Dataset records Start Marker

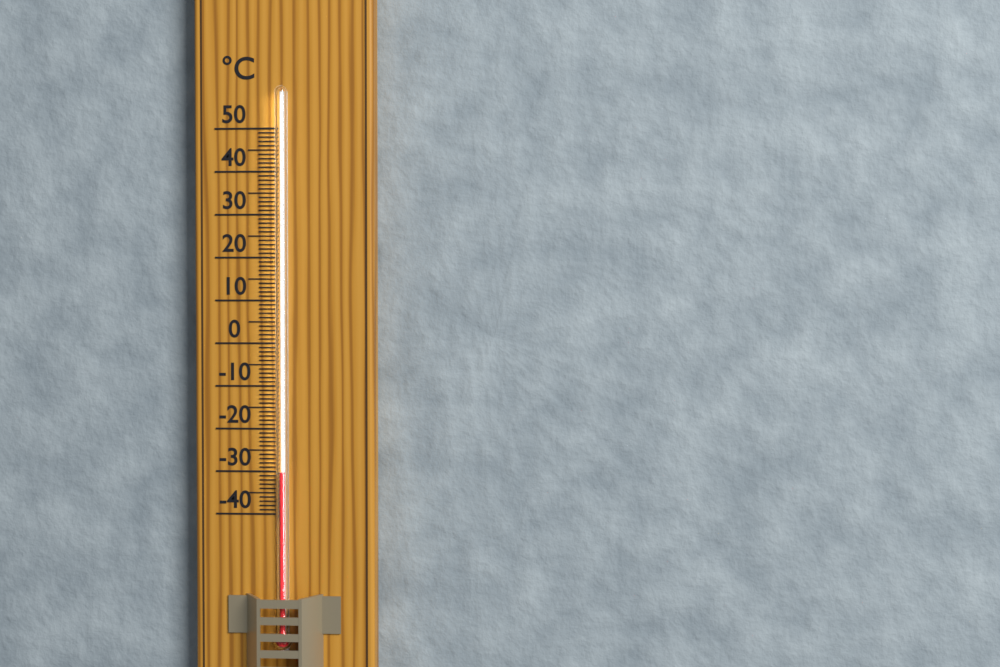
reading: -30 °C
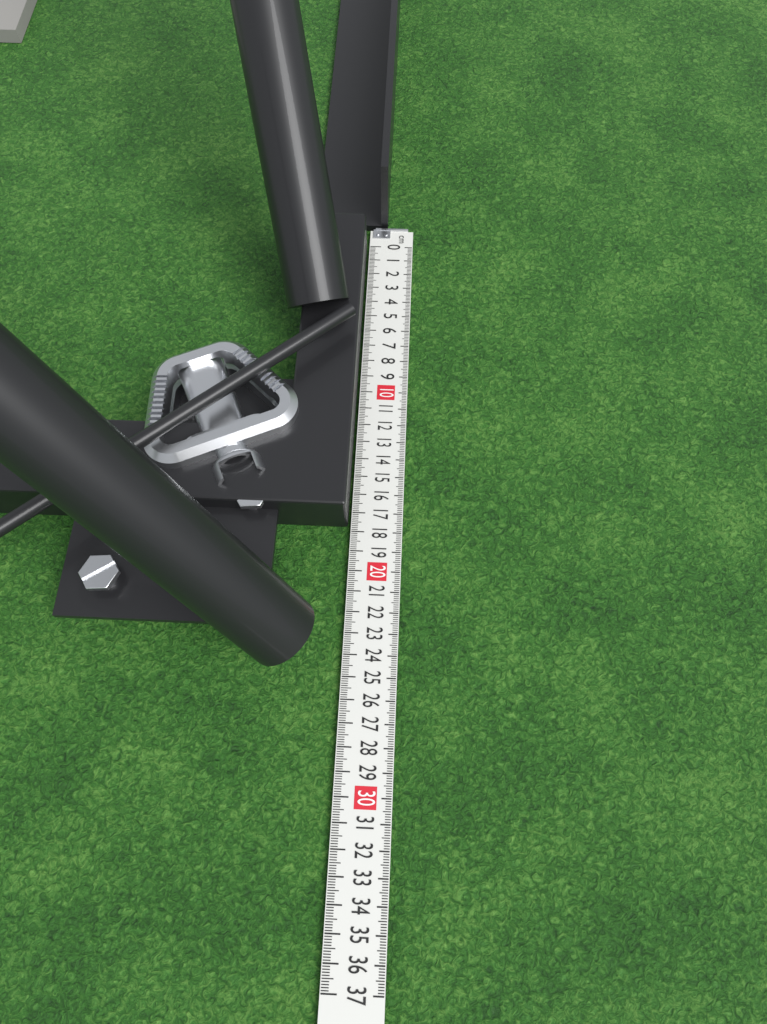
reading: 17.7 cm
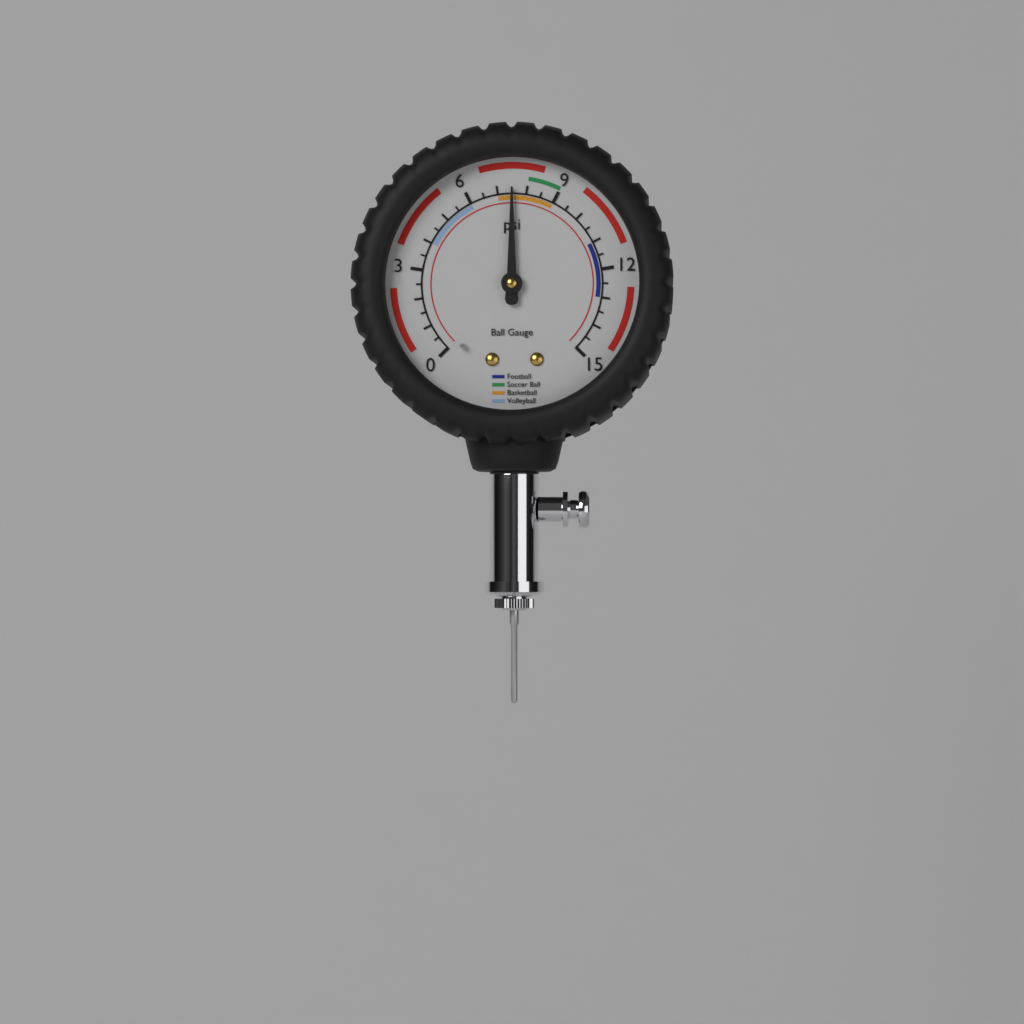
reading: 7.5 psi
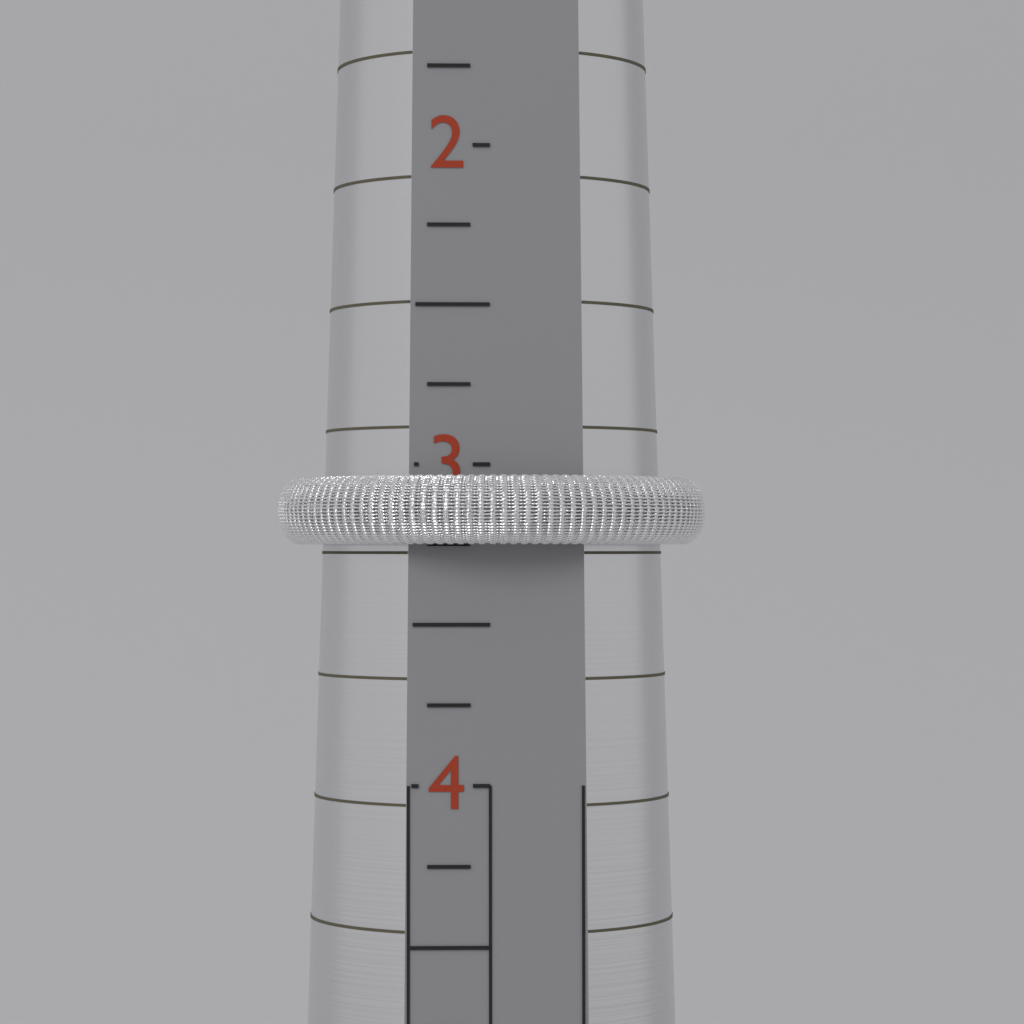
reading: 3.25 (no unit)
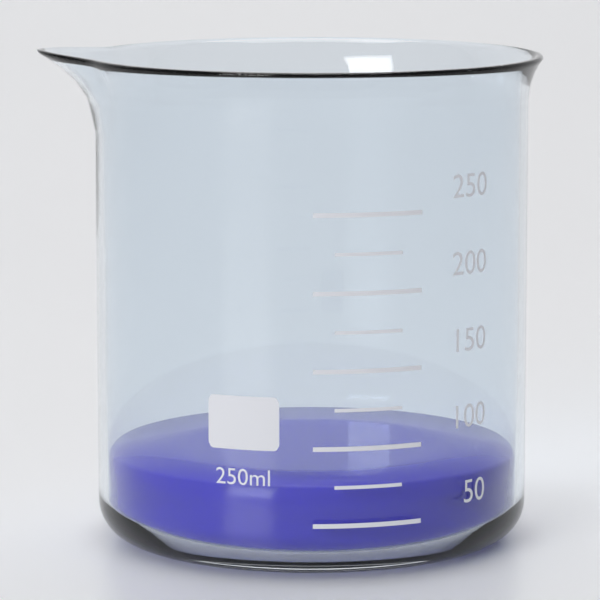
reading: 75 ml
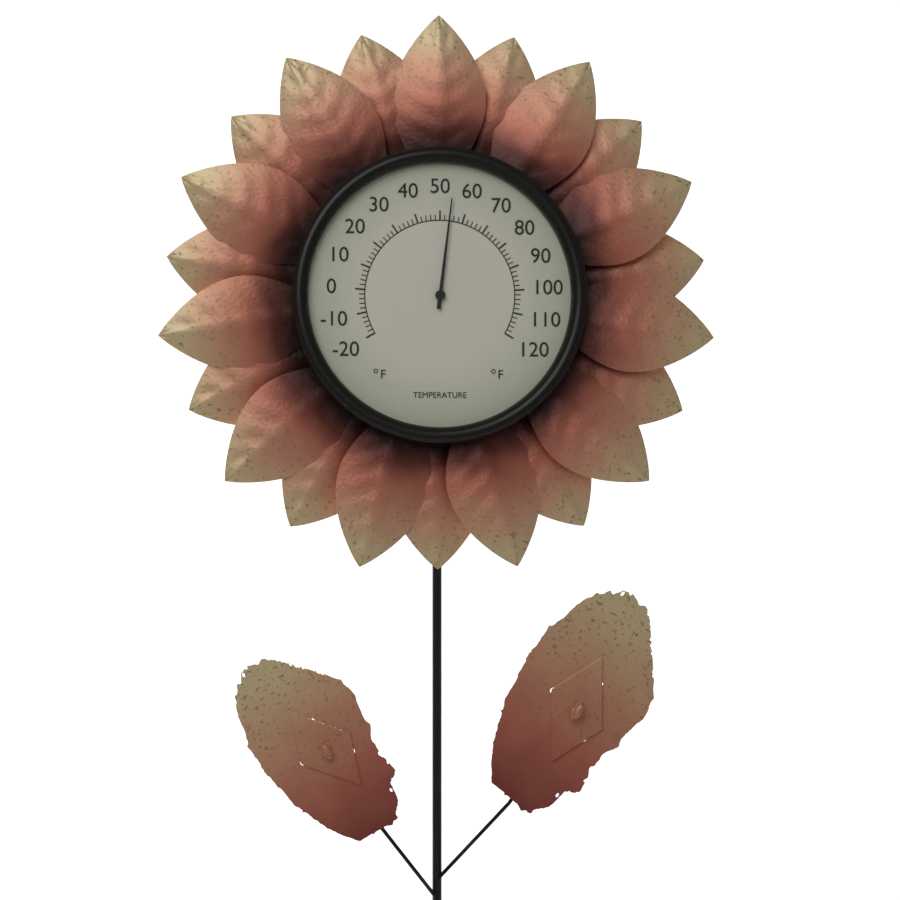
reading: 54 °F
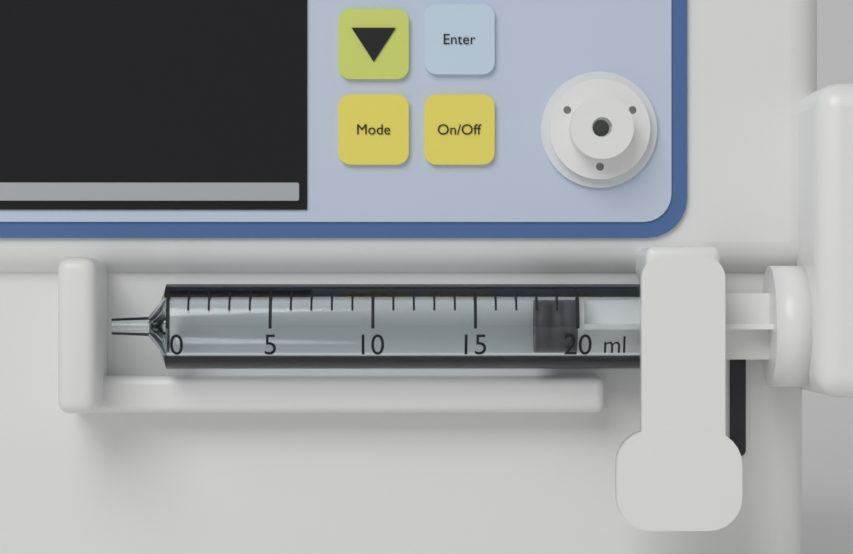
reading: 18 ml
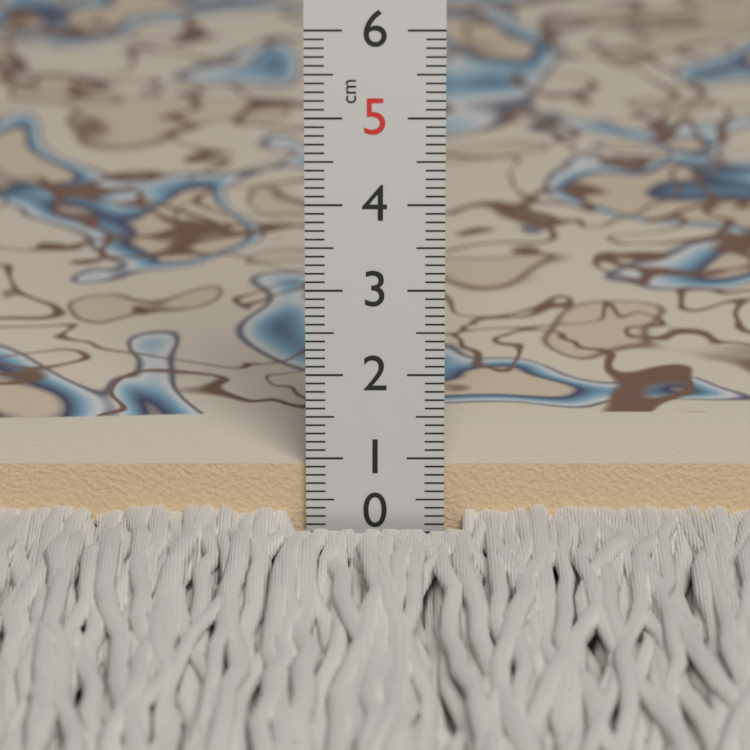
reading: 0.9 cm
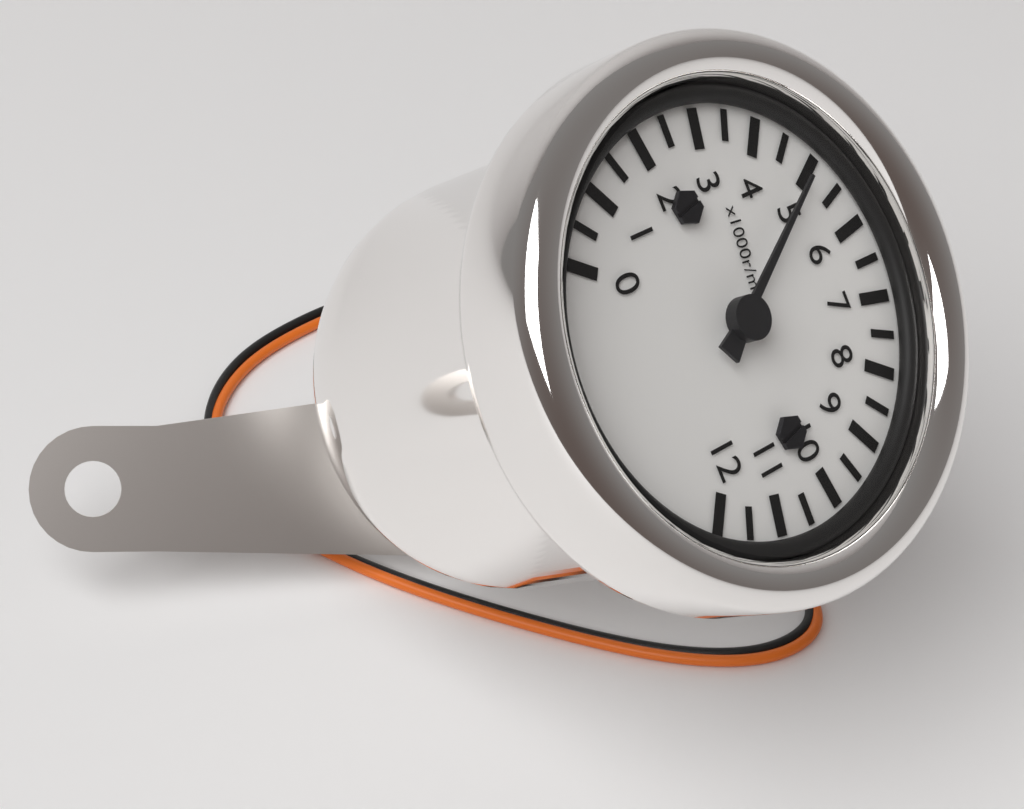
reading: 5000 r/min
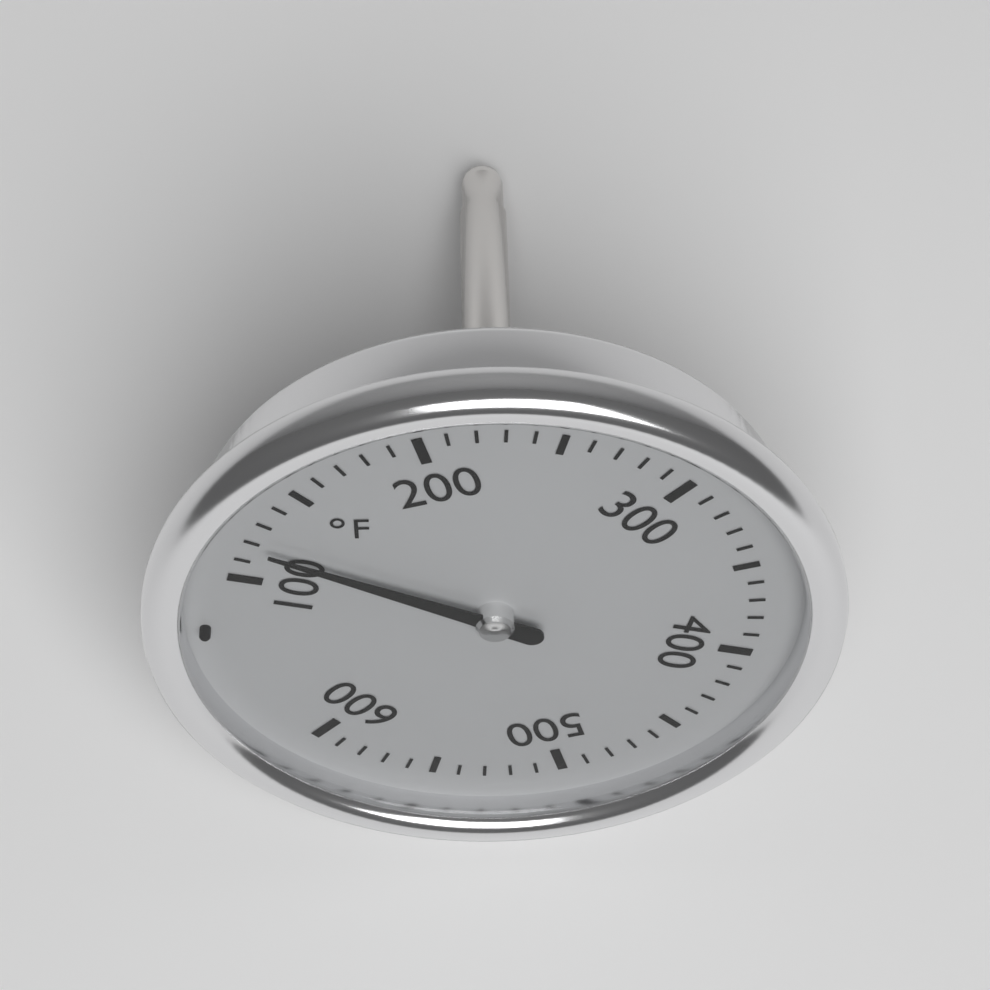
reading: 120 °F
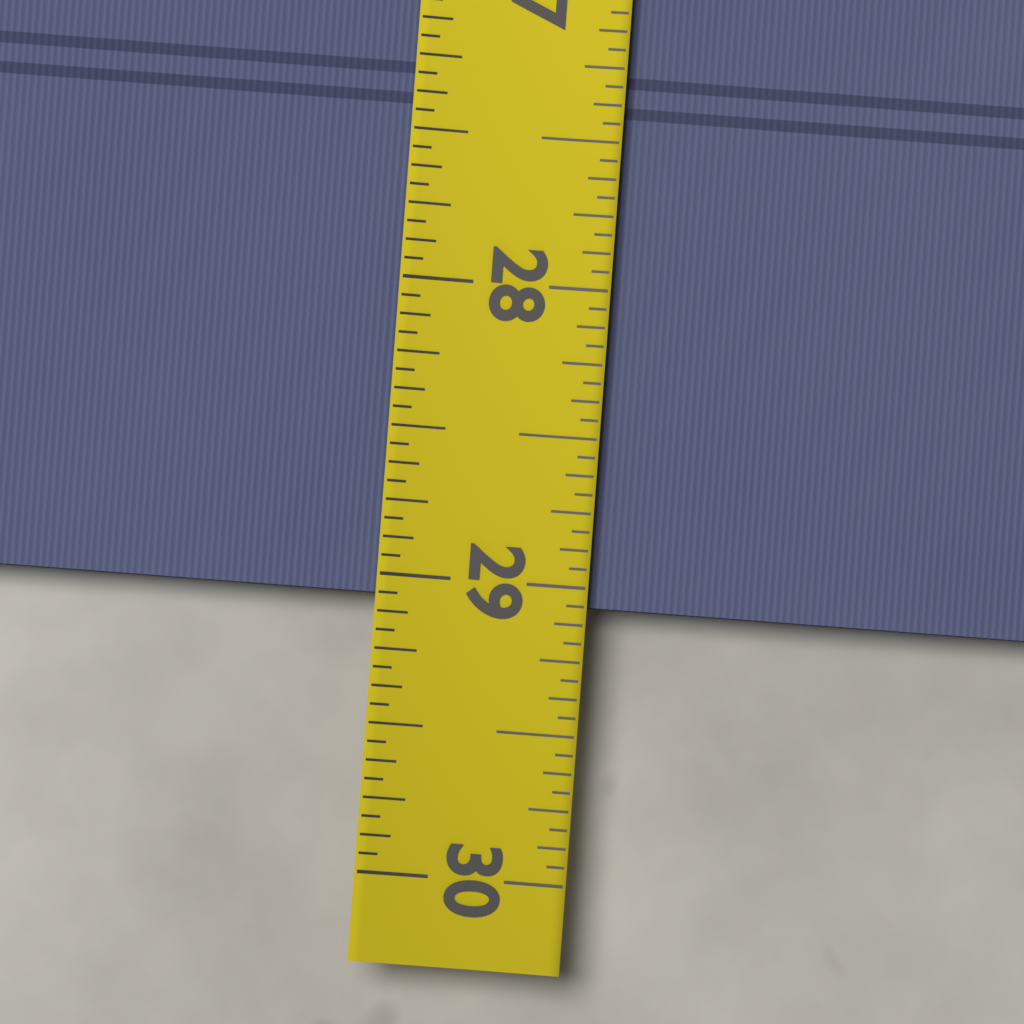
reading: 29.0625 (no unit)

Dataset records End Marker

**Work instructions:** Copy out the records above in full, exactly as written, but not the pictures.

**Written solution:**
reading: -30 °C
reading: 17.7 cm
reading: 7.5 psi
reading: 3.25 (no unit)
reading: 75 ml
reading: 54 °F
reading: 18 ml
reading: 0.9 cm
reading: 5000 r/min
reading: 120 °F
reading: 29.0625 (no unit)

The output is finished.